Another waiting room.Another long wait.
Another day fasting.
Another nurse with another medical history survey and a list of the same questions as I lay on a pre-op bed.
Another chance to teach a medical intern our history.
Another poke with a needle for another blood draw and IV.
Another time saying goodbye to Kim before going into another cold operating room.
Another set of vitals appearing on a monitor then shifting from one bed to the operating table, more faceless people behind surgical masks and doctors I don’t meet....
The patient's experience immediately before a procedure is an odd combination of being the center of attention and yet feeling almost completely irrelevant. (Is this how John McCain feels when he appears at a rally with Sarah Palin?) There are folks milling around chatting with each other and setting up the equipment, but usually only one of them is, at any given time, actually paying attention to you. As Josh points out, you sometimes find out who some of these people are only when you get the explanation of benefits from the insurance company. Weird stuff. Even weirder: Before one little ditty at Sloan-Kettering, my doctor was holed up in a corner feverishly checking his e-mail until about a millisecond before the anesthesiologist knocked me out.
For some reason, thinking about the ways that medicine can feel crude and inhuman made me think of pens -- specifically, ball point pens and Sharpies. It's often good practice for a doctor to write on a patient's body -- "amputate here," "x marks the spot," whatever -- and to do so, they typically use a regular pen. I would have thought there would be some special super-duper medical marking pen (and, in fact, there are), but the only thing anyone has ever written on me with was a Sharpie.
Except once.
When I was getting a lymph node biopsy, the guy doing the procedure (an inexperienced specialist your hospital gives gravitas to with the title "fellow") was having a lot of trouble finding the nodes with his ultrasound, so the big dog doc ambled in to set him straight. When he homed in, he reached into his pocket and pulled out a ball-point pen to mark their location and the needle insertion angle at one of the tenderest points of my inner thighs. Two observations: 1) A ball point pen doesn't write very well on flesh. Takes a lot of pressure; 2) The distinguishing feature of such a pen, as denoted by its name, is point. As little T. would say, "Owwie."
I thought of this after reading this story investigating the possibility of germ transmission by hospital Sharpie pens. It turns out that they do not hold bacteria while the fancy, medical-specific pens do (both are supposed to be discarded after one use anyway). Score one for crudity, I guess. Maybe even score two: One sad aspect of the biopsy story just occurred to me. Even though I resented the oblivious scratchings of the ball-point-toting big doc, after 45 or more stressful minutes on the table while the young dude futzed around, I was pathetically grateful for his decisiveness.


Without including any images, output the listing below exactly.

Provided entries:

-- Opening Marker --

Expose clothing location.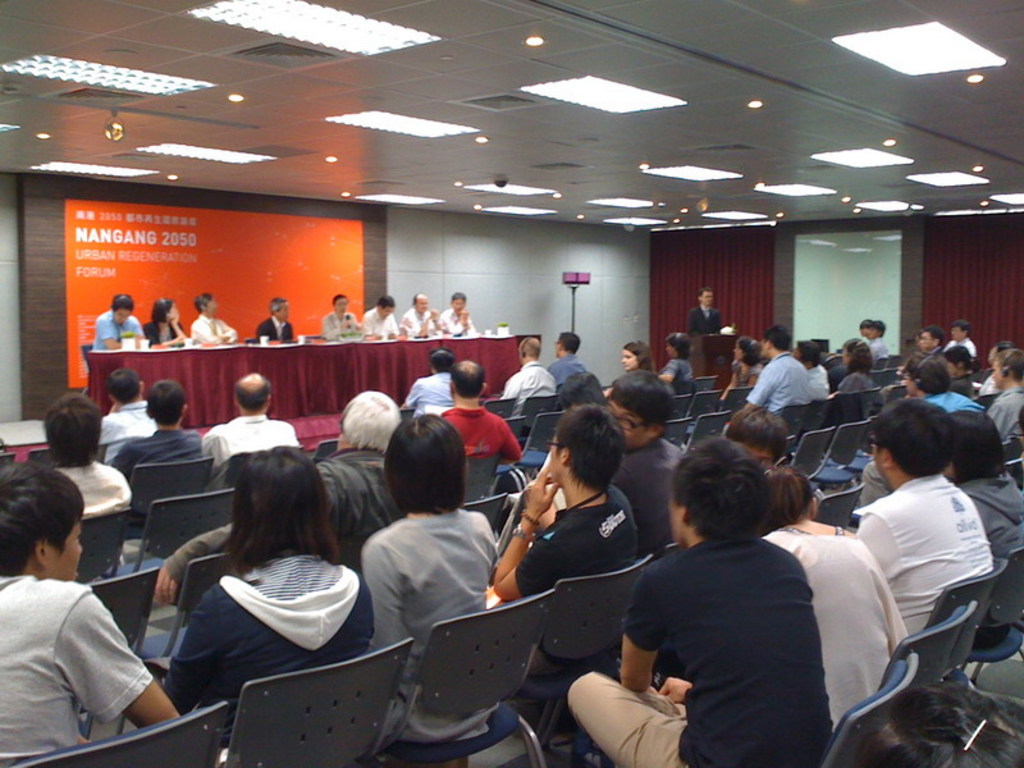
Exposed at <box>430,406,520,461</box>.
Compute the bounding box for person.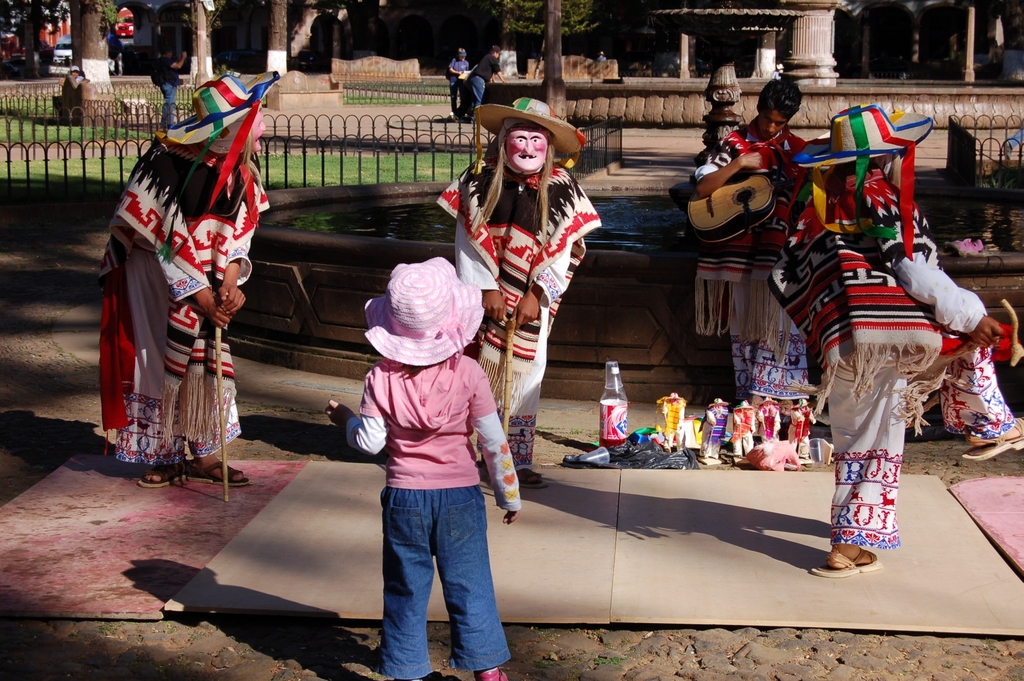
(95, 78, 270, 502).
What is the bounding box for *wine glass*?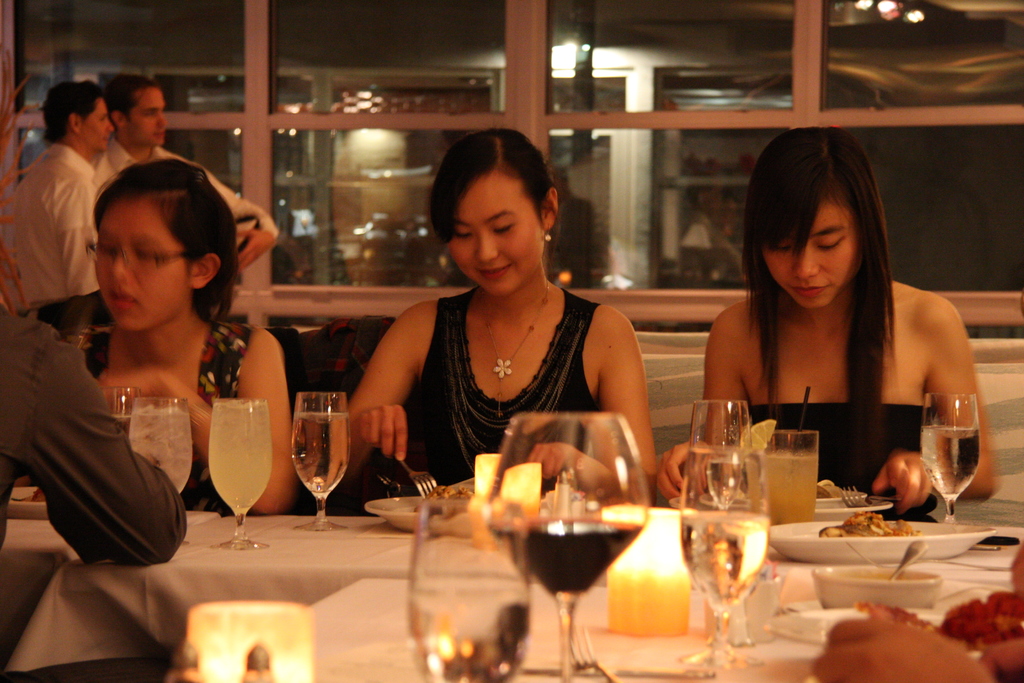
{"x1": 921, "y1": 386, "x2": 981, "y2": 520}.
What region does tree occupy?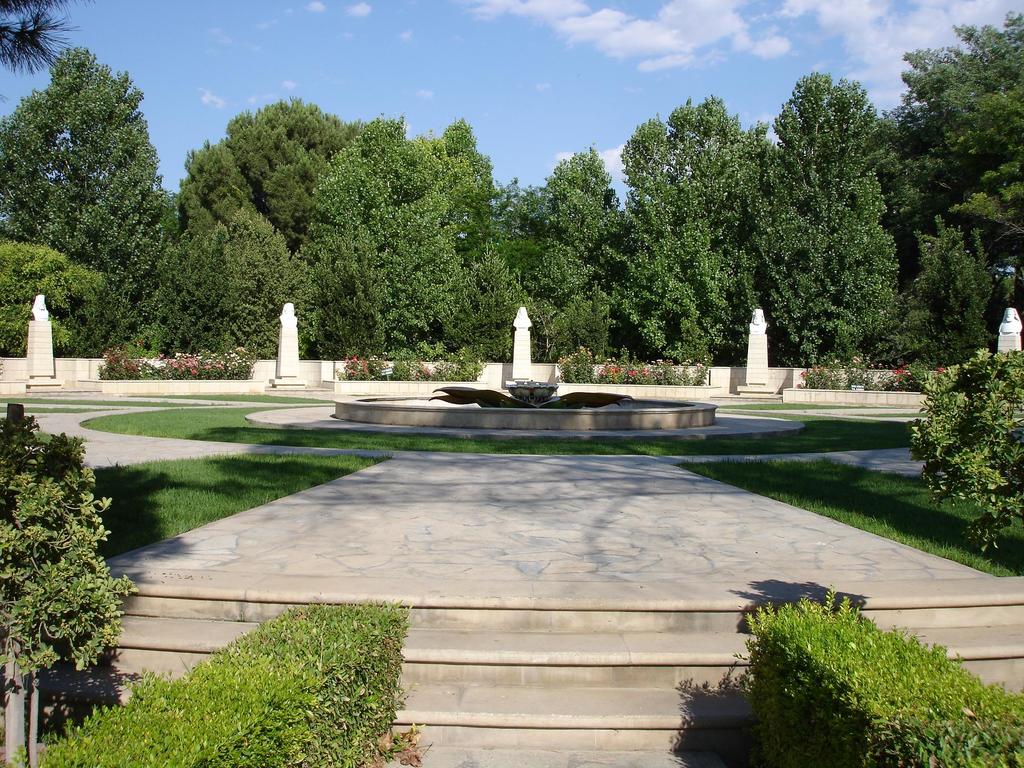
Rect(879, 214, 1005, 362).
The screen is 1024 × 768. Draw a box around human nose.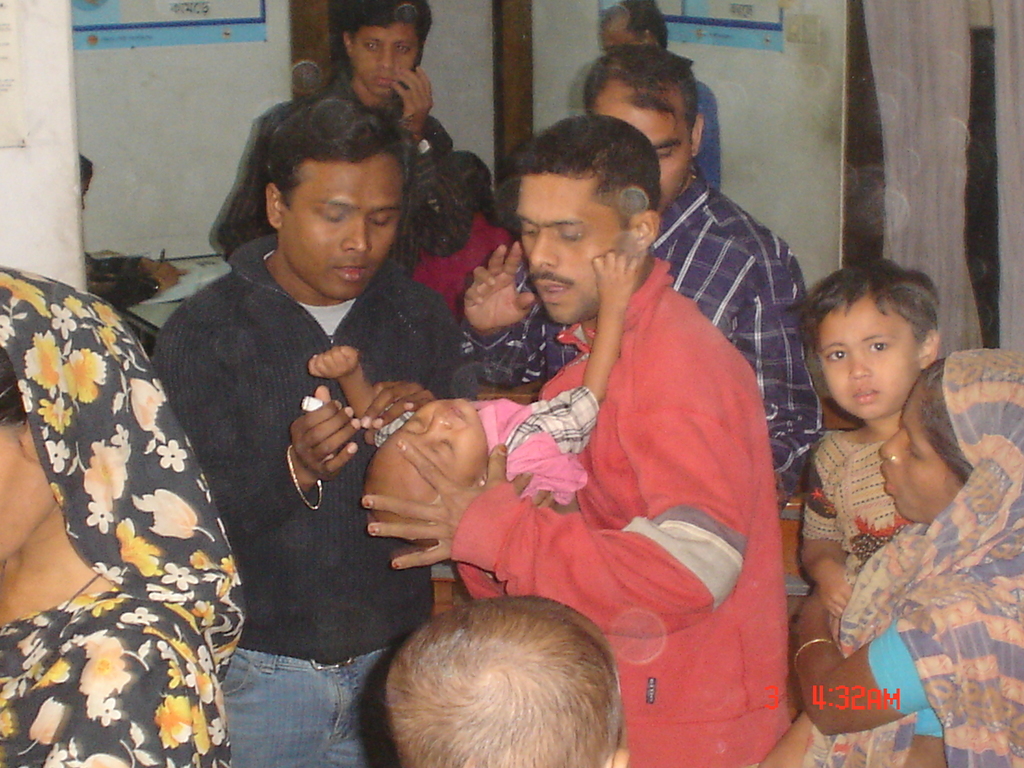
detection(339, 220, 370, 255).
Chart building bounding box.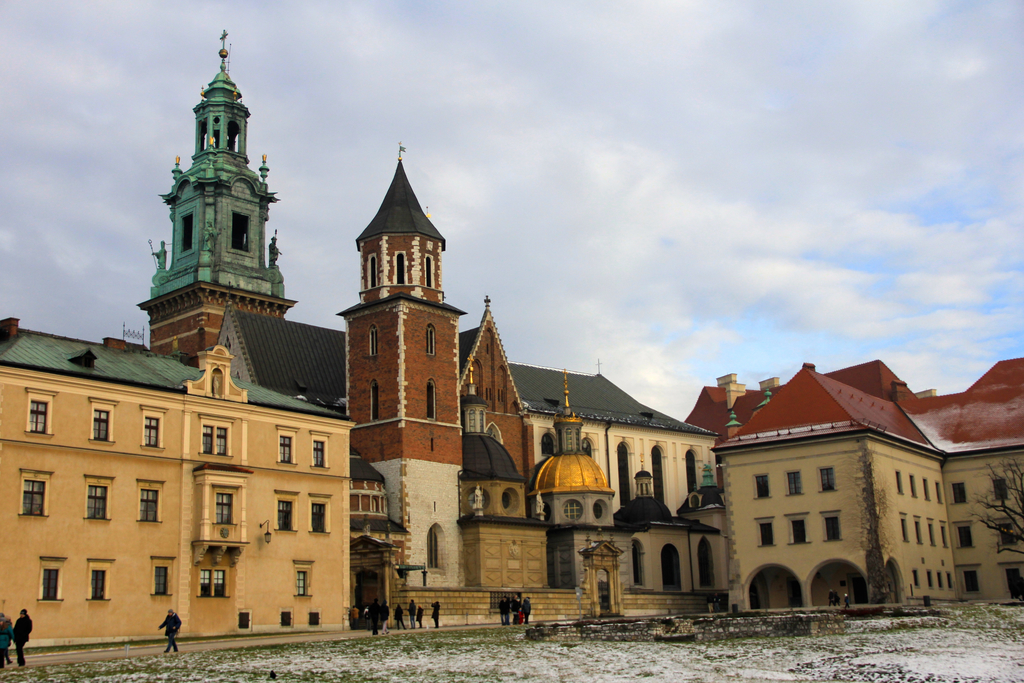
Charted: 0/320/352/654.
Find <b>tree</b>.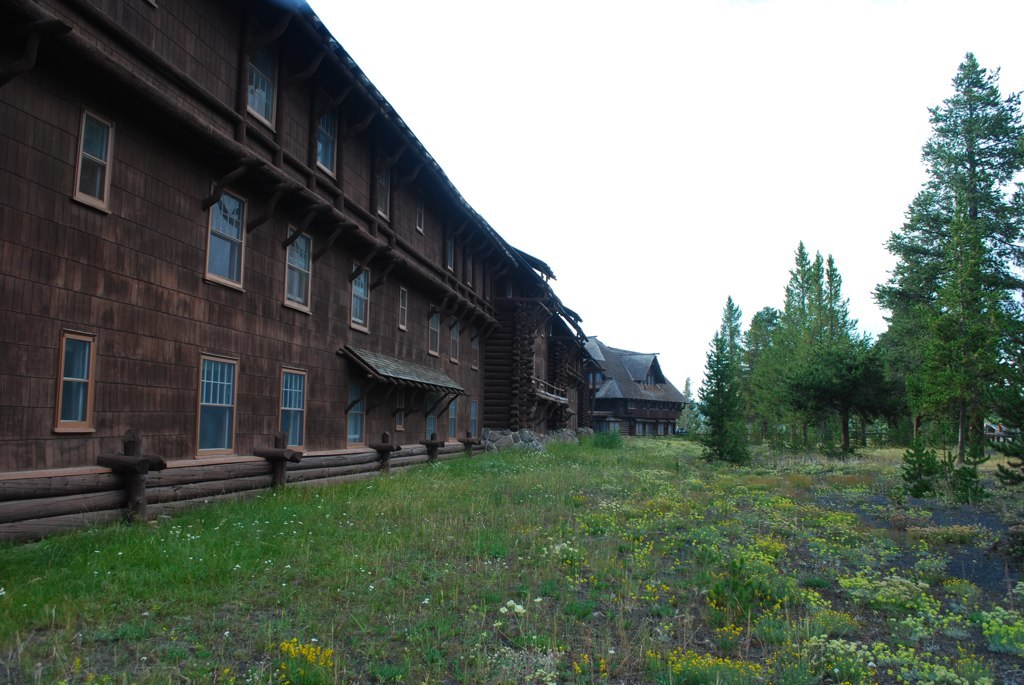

-- Closing Marker --

Reply:
Expose clothing location.
Exposed at <box>430,406,520,461</box>.
Compute the bounding box for person.
(95, 78, 270, 502).
What is the bounding box for *wine glass*?
{"x1": 921, "y1": 386, "x2": 981, "y2": 520}.
What region does tree occupy?
Rect(879, 214, 1005, 362).
The screen is 1024 × 768. Draw a box around human nose.
detection(339, 220, 370, 255).
Chart building bounding box.
Charted: 0/320/352/654.
Find <b>tree</b>.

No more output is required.